Soldiers lunged muddy, exhausted, and wide-eyed across our kitchen table most evenings when I was a teenager. It was the Vietnam War, in all its fear and confusion, playing in black-and-white on the nightly news. I wish we’d had Ken Burns and Geoffrey C. Ward’s audiobook, THE VIETNAM WAR: AN INTIMATE HISTORY, to support our viewing, as it’s every bit as informative and wide-ranging as their recent PBS documentary. Though the audiobook is abridged, Burns won an Earphones Award for his clear and serious narration, which helped me concentrate on the hard story without turning away.
You see, in 1969, while waiting for my ride outside the San Francisco airport, I did look away when a soldier dropped a bulging duffle at his feet, and said, “I’m just back from Vietnam.” Such were my muddled emotions that to my eternal regret, I couldn’t even manage a “Welcome home.” Between them, Steve Sheinkin’s MOST DANGEROUS: DANIEL ELLSBERG AND THE SECRET HISTORY OF THE VIETNAM WAR, read by Ray Porter, and Howard Means’s 67 SHOTS: KENT STATE AND THE END OF AMERICAN INNOCENCE, read by Alan Sklar, help explain the mess we were in during those tumultuous times. They don’t absolve my rudeness to that soldier, but they put my reaction in context.
So, what was his war like? As often happens, I turn to fiction for its imaginative depth. Tim O’Brien’s extraordinary work, THE THINGS THEY CARRIED, gripped me and wouldn’t let go. Based on the battle experiences of O’Brien and other soldiers, the book delves deep into the individual wartime experience. Excellent performances are available by Bryan Cranston of television’s Breaking Bad fame and Tom Stechschulte, who won an Earphones Award for his reading. Karl Marlantes’s MATTERHORN is another riveting novel about the Vietnam War written by a veteran. Bronson Pinchot’s ace performance puts a listener in the terrifying middle of Bravo Company’s fight up a key mountainside.
My husband, veteran of an earlier war, prefers nonfiction. He has shared Johnny Heller’s performance of WE WERE SOLDIERS ONCE . . . AND YOUNG by Harold G. Moore and Joseph L. Galloway with many, lauding the hard-hitting and realistic description of America’s first engagement with the Viet Cong. Another terrific nonfiction view of the war is Michael Herr’s kaleidoscopic DISPATCHES, based on his on-the-ground reporting. The film Apocalypse Now is one of many works inspired by Herr’s book. Instead of revisiting the film this weekend, listen to Ray Porter’s excellent narration of the original reportage.
That young soldier would be in his late sixties or early seventies now. I hope the intervening years have been kinder to him than I was. But life being what it is, they may not have been easy. When I listen to R.C. Bray’s terrific performance of Matthew Quick’s new novel, THE REASON YOU’RE ALIVE, I’ll be paying close attention. It’s about a Vietnam veteran looking back on his life. Listening will be my version of a do-over.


» Exercise
With pictures left out, please repeat word for word the lines from the one containing "Point out gondola by drawing a box." through the end of the records.
*** Opening of Records provided ***
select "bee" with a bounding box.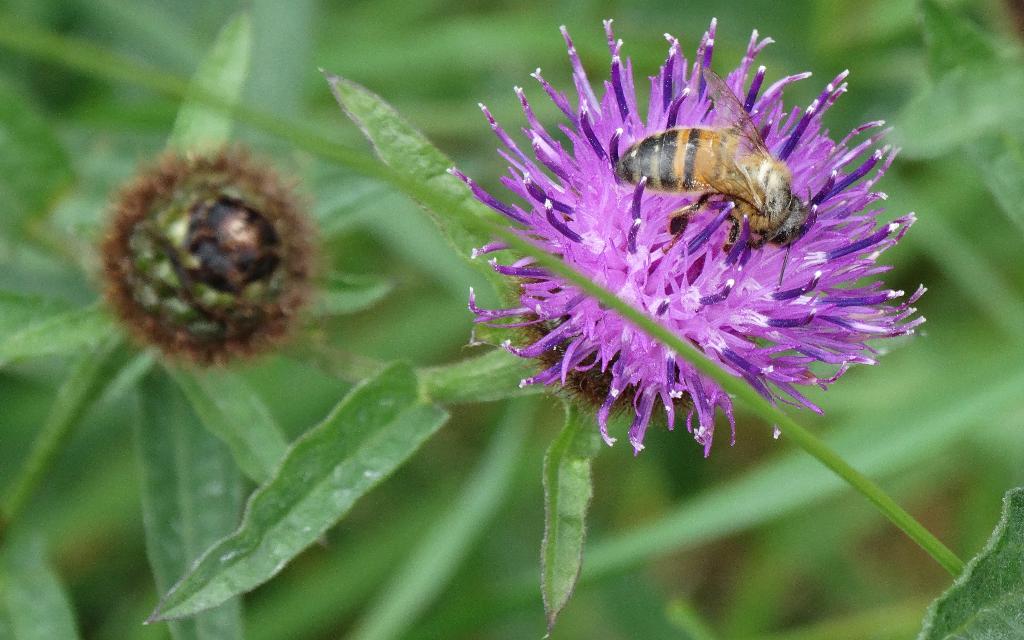
bbox=[611, 72, 849, 267].
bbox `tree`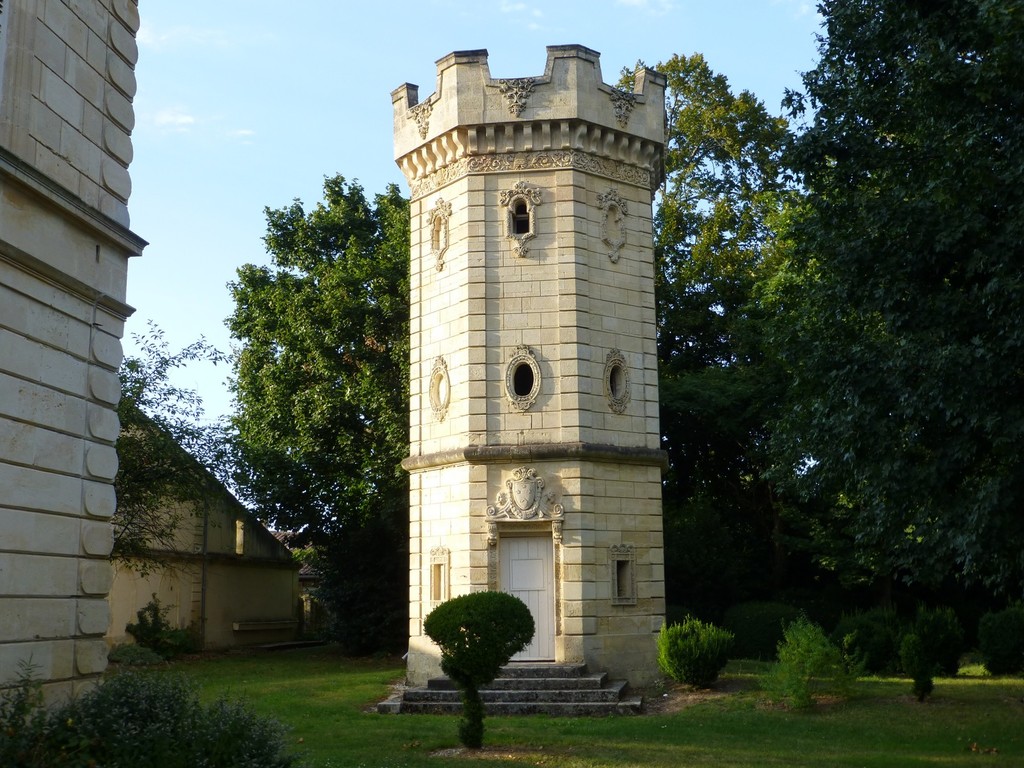
box(748, 0, 1023, 702)
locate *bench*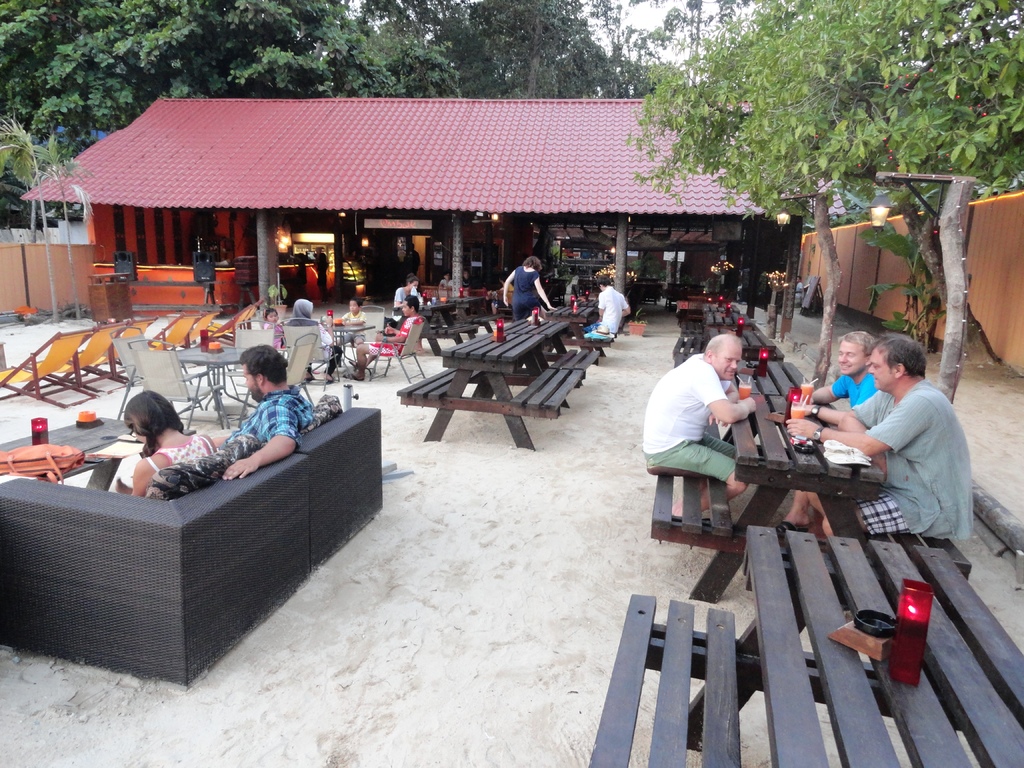
[x1=504, y1=312, x2=603, y2=381]
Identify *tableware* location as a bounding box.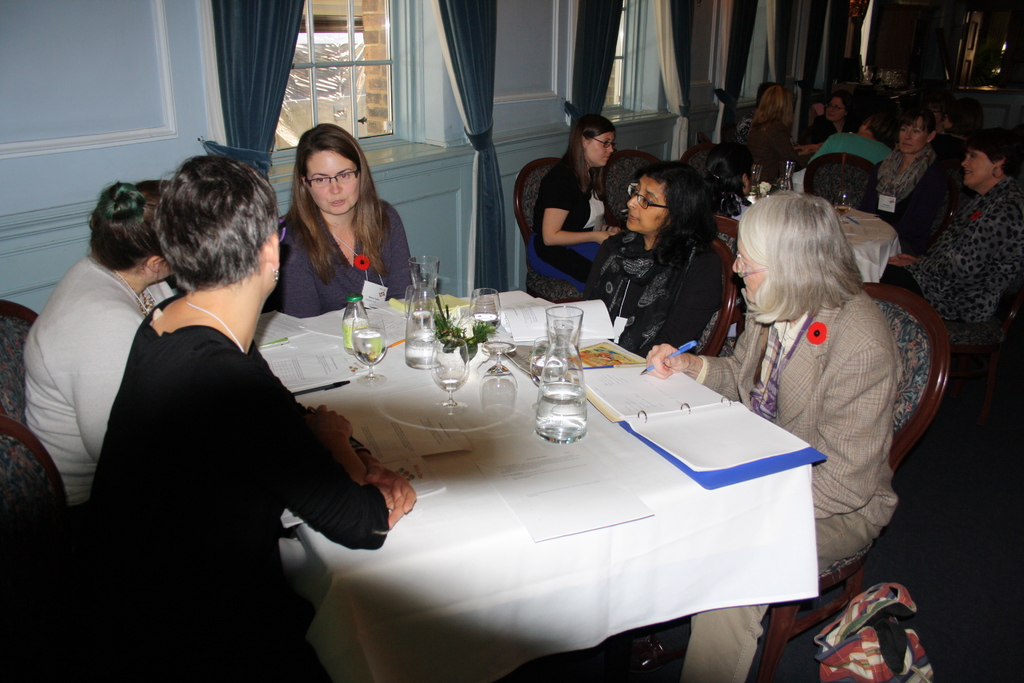
{"left": 406, "top": 284, "right": 435, "bottom": 315}.
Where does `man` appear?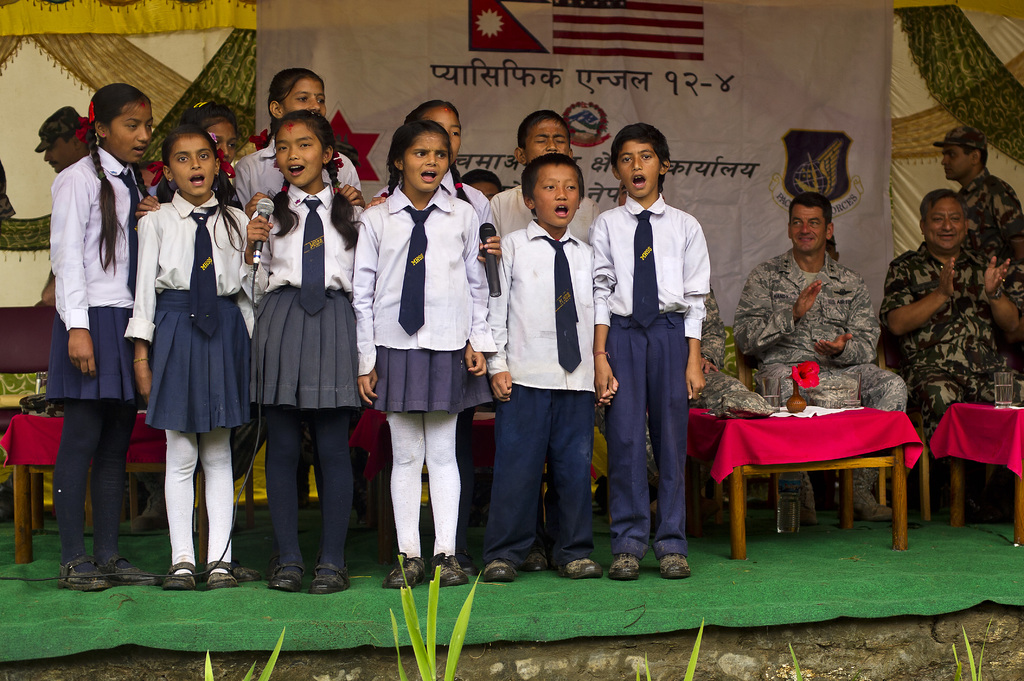
Appears at locate(729, 194, 907, 522).
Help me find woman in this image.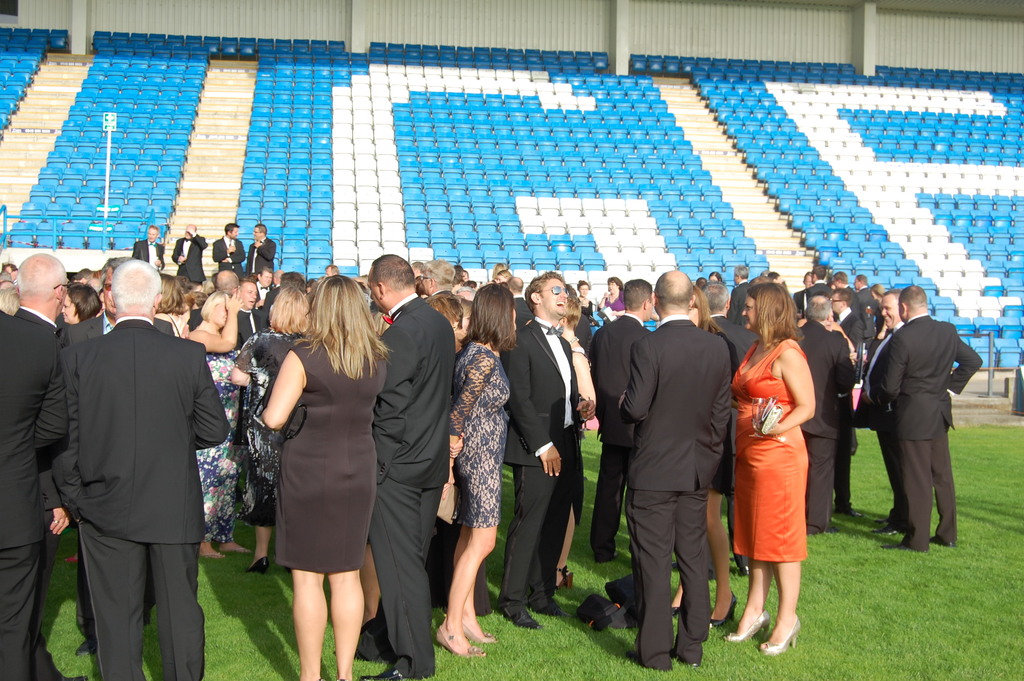
Found it: [x1=867, y1=282, x2=894, y2=365].
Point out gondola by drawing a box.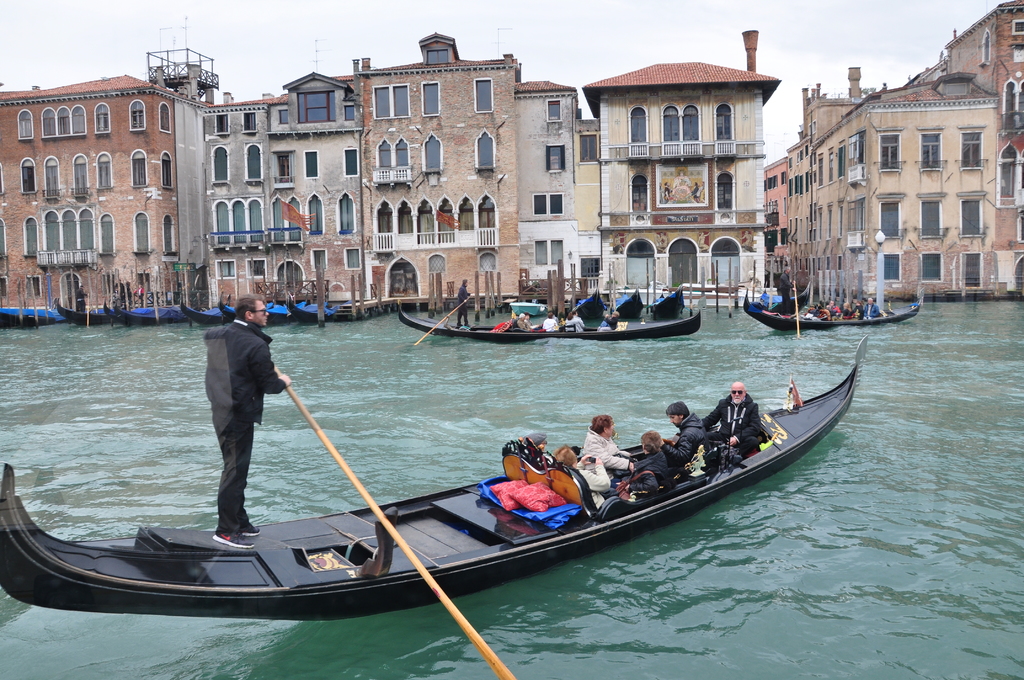
(left=385, top=294, right=555, bottom=355).
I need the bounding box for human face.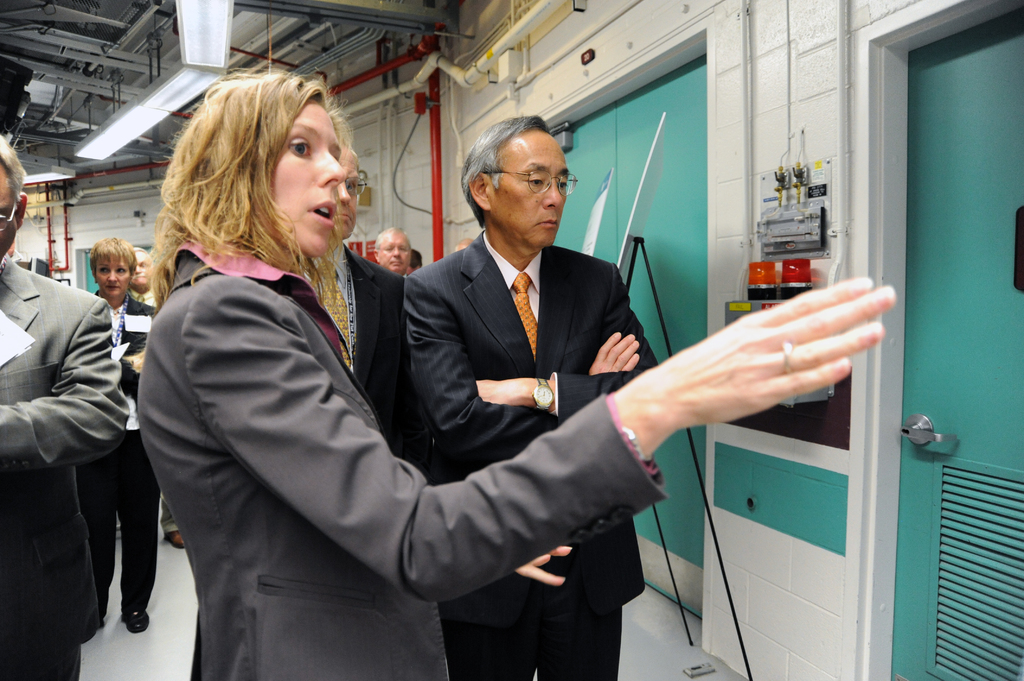
Here it is: (133,251,148,288).
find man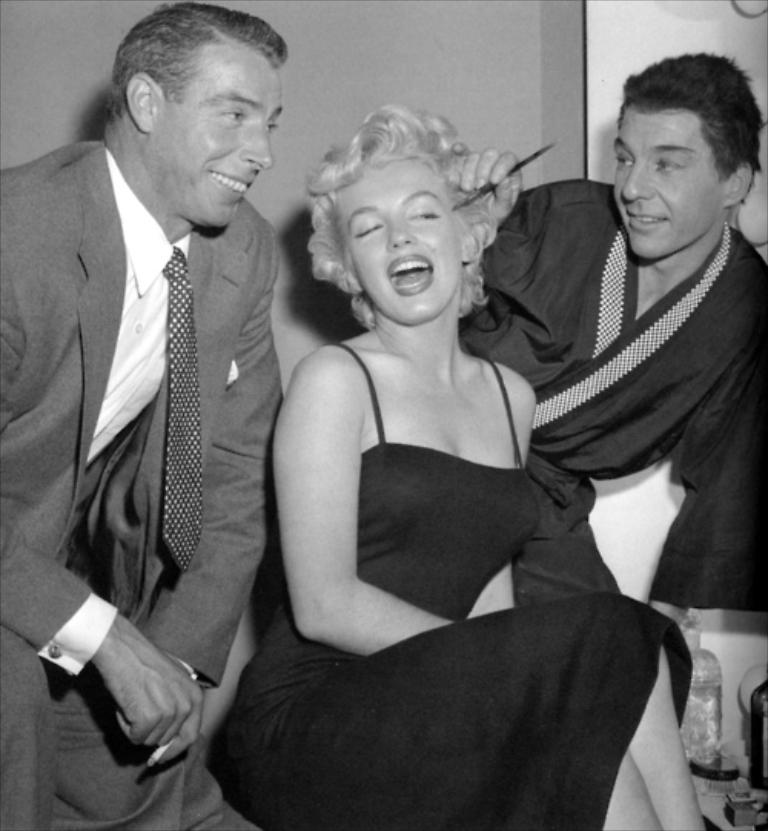
461 52 766 616
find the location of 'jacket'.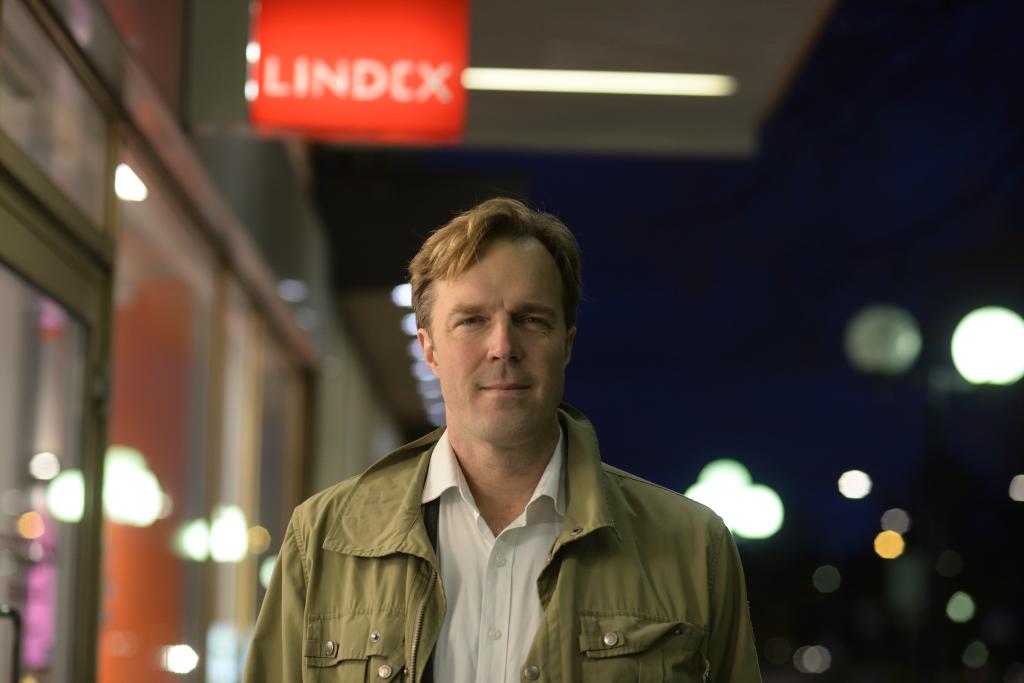
Location: 225,395,735,682.
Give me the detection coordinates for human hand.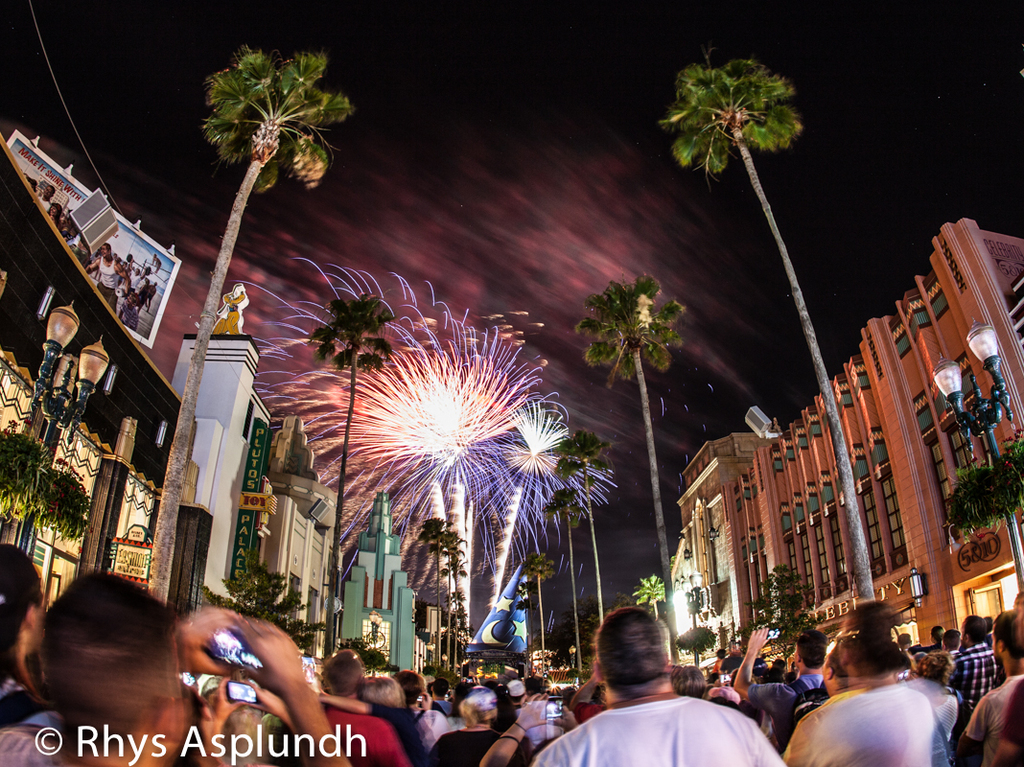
*** Close of Records provided ***
» Answer space
Point out gondola by drawing a box.
(left=385, top=294, right=555, bottom=355).
I need the bounding box for human face.
Here it is: (133,251,148,288).
find man
461 52 766 616
find the location of 'jacket'.
Location: 225,395,735,682.
Give me the detection coordinates for human hand.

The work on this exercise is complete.